Peaceful Political Revolution in America

S2 E8 The Constitution Should not be Reclaimed with Samuel Moyn

April 25, 2023 Season 2 Episode 8
Peaceful Political Revolution in America
S2 E8 The Constitution Should not be Reclaimed with Samuel Moyn
Show Notes

Welcome back to the Peaceful Political Revolution in America podcast.


In America, "We The People" are the constituent power, "the actor which always remains outside the government" as Seyes defined it. Or, as James Wilson put it, the people are simply "above" their Constitutions of government. The framers were well aware the people were watching. They were very clear the legitimacy of the government came from the consent of the governed. That is what made our framers revolutionaries, and why our Constitution is so remarkable. But, how do the people, if ever necessary,  improve or replace their constitutions of government?


It is true the peaceful transfer of power is the hallmark of any democracy, however, even more significant is the peacefultransition from one political system to another. All the framers understood this would be necessary, sooner or later. After all, this was the revolutionary example they were leaving to posterity. It is a lesson we should not take for granted. As Americans, we should all take great pride in and be humbled by this achievement. Without the peaceful exercise of the right to establish, abolish, or simply improve our form of government, there is little left of our democracy.


As Sergio Verdugo points out however, many kinds of political actors may have a motivation for co-opting this power and for using it to their own advantage. Nevertheless, Thomas Paine, Thomas Jefferson, George Washington, and according to Christian Fritz, the author of American Sovereigns,
most Americans in the 18th century believed this power was the people's power, theirs alone to invoke. So, how and why could it be taken from them, even used against them?


This question remains one of the most critical questions of our time, as more and more scholars and "political actors" begin to assert that our Constitution is broken, and should be changed if not entirely replaced. How that is done matters. 

People like Mark Levin and Donald Trump think we should be afraid of our government. “Stand back and stand by,” for now, but what happens tomorrow? They believe the deep state is the enemy, not the Constitution. They project a dystopian vision of our society, as do many liberals on the other fringe, and the control for power is far from over. If Americans think their political system has run amock, why are they not calling for a peaceful transition to a new and improved democracy? After all, this is what the framers did,  and it is how our democracy was intended to work.

The question of legitimacy is the first and last question we must answer. Who has the power to alter and replace our basic law, and how does that power organize to express itself so that Americans might agree to establish a new constitution and replace our broken political system with one that works?


In his recent op-ed in the NYTimes, Samuel Moyn and Ryan
  Doerfler argue that our Constitution should not be reclaimed and that we should also reclaim America from what is referred to as constitutionalism. These ideas and these terms are not all that familiar to most Americans, yet they are the sort of ideas and words that may empower America to become a full and effective democracy.


Samuel Moyn is Chancellor Kent Professor of Law and History at Yale University. He received a doctorate in modern European history from the University of California-Berkeley in 2000, and a law degree from Harvard University in 2001. He came to Yale from Harvard University, where he was Jeremiah Smith, Jr. Professor of Law and Professor of History. Before this, he spent thirteen years in the Columbia University history department, where he was most recently James Bryce Professor of European Legal History.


__Exercise goal__
Take every line from the material that has the word "background" in it.

__Material provided__
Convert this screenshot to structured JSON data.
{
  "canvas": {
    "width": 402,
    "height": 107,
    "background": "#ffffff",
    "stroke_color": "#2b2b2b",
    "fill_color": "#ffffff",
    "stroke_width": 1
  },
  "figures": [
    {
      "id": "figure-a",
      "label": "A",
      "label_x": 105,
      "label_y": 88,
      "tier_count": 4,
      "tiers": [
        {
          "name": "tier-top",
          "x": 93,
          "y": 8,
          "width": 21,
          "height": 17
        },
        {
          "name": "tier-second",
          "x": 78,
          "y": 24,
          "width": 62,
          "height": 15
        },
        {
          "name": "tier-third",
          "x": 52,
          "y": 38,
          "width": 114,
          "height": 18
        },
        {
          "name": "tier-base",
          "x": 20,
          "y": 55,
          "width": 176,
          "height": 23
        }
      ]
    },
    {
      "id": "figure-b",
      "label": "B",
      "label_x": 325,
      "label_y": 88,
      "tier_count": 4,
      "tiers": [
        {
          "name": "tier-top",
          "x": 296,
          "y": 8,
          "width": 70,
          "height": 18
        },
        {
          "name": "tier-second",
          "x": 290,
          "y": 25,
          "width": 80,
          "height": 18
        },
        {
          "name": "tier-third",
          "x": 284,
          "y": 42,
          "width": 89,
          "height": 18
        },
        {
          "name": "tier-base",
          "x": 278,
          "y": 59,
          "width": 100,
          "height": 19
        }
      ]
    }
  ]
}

---

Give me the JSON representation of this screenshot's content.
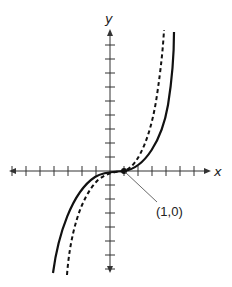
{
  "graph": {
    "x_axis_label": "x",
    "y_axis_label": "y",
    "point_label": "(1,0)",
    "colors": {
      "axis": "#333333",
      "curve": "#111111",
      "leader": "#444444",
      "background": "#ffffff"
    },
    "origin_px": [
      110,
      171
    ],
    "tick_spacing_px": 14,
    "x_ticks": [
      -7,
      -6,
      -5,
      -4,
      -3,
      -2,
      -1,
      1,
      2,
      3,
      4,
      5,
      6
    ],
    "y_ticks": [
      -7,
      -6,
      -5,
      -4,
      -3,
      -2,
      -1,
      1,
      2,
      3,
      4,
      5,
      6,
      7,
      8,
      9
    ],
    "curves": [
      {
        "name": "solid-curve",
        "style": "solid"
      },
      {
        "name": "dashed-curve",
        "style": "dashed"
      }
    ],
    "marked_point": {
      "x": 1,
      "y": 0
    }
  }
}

__Result of this task__
    "background": "#ffffff",
      "background": "#ffffff"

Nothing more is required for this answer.